Film Series and Conference Explores Democracy in Germany and the US

FOR IMMEDIATE RELEASE
CONTACT: NAME: Elizabeth Covington, Center for German and European Studies, eecovington@wisc.edu

Madison–What is democracy? How have both Germany and America, past and present, displayed democratic ideals and practices? What limitations have they revealed? And in today’s changing physical, social, and political worlds, how has democracy surfaced, or not, through each countries’ societies and cultures?

A free film series, “Selling Democracy—Films of the Marshall Plan, 1948–1953,” (October 13–17) will feature 25 short films made in Europe after the Second World War by the Marshall Plan’s Motion Picture Section and by the Documentary Film Unit of the US Office of Military Government. This landmark series was organized by Sandra Schulberg and curated with Ed Carter of the Academy Film Archive. Films include: “Out of the Ruins,” “Help is on the Way,” and “Strength for the Free World.”

The film series is hosted by a related conference, “Cultures of Democracy? Germany and the USA at Home and Abroad,” (October 19–20, 9am–4pm, Pyle Center, 702 Langdon St.) which will further explore the above questions about democracy.

Conference highlights include a keynote address, “The German Problem and the Atlantic Future,” delivered by Ronald Steel, Professor of International Relations and History, University of Southern California. Dr. Steel has authored biographies on Robert Kennedy and others. He is also a frequent contributor to The Atlantic Monthly and The New York Review of Books. (Friday, October 19, 4pm–6pm, Red Gym, “On Wisconsin” Room, 716 Langdon St.)

This conference is largely free and open to the public. For more information: www.daadcenter.wisc.edu

For more information on the film series including times and location: http://www.daadcenter.wisc.edu/events/10thAnnivConf2007/FilmSeries.htm

Both the “Culture of Democracy” conference and the “Selling Democracy” film series are part of the tenth-anniversary conference of the Midwest Center for German and European Studies, a program of the University of Wisconsin–Madison and University of Minnesota–Twin Cities, with further support from the German Academic Exchange Service (DAAD).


▶ **ASSIGNMENT**:
Whichever lines of the material contain "directions", copy each of them.

▶ **SUPPLIED MATERIAL**:
^^^^^^^^
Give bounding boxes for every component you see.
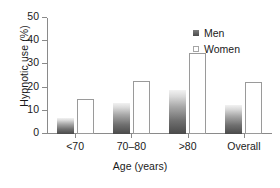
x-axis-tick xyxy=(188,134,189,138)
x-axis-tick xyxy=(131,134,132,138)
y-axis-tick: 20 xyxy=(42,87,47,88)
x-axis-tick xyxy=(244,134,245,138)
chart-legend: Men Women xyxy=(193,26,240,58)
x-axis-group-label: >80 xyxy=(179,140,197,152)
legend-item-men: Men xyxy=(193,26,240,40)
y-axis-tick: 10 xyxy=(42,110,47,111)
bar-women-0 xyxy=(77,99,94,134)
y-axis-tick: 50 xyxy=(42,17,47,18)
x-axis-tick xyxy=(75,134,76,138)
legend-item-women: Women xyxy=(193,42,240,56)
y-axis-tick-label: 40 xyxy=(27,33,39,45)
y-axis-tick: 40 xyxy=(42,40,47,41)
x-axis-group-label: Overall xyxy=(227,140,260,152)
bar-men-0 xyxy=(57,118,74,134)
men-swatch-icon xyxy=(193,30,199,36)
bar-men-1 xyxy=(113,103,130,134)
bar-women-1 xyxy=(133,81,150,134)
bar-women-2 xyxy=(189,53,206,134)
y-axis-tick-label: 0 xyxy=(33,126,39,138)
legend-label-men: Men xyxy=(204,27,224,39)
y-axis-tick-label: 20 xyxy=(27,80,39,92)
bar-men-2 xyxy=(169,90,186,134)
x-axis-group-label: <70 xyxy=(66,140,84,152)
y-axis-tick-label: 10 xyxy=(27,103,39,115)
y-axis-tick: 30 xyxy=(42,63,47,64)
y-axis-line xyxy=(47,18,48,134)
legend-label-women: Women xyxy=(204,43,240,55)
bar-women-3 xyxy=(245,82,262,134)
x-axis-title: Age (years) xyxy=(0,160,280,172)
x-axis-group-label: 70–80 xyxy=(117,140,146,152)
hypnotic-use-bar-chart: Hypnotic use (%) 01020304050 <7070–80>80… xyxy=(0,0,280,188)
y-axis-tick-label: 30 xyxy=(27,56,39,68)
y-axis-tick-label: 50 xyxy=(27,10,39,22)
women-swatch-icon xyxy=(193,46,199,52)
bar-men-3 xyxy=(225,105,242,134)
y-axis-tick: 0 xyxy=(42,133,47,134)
^^^^^^^^
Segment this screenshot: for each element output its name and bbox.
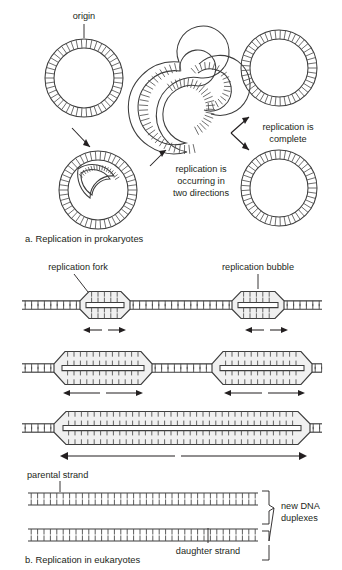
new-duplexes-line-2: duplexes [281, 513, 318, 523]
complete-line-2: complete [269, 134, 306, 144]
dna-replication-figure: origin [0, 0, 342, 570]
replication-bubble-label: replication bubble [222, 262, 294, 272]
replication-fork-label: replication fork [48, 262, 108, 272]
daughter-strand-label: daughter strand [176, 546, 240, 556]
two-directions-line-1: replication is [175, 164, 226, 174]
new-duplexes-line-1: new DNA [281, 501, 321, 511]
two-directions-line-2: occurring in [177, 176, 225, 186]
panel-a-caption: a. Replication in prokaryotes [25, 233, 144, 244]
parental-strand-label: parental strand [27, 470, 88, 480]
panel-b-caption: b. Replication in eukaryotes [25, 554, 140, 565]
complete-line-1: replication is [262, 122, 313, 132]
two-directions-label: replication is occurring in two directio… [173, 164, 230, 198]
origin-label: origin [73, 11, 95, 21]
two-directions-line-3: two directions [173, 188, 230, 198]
^^^^^^^^
▶ **FINISHED EXERCISE**:
two-directions-line-1: replication is [175, 164, 226, 174]
two-directions-line-2: occurring in [177, 176, 225, 186]
two-directions-label: replication is occurring in two directio… [173, 164, 230, 198]
two-directions-line-3: two directions [173, 188, 230, 198]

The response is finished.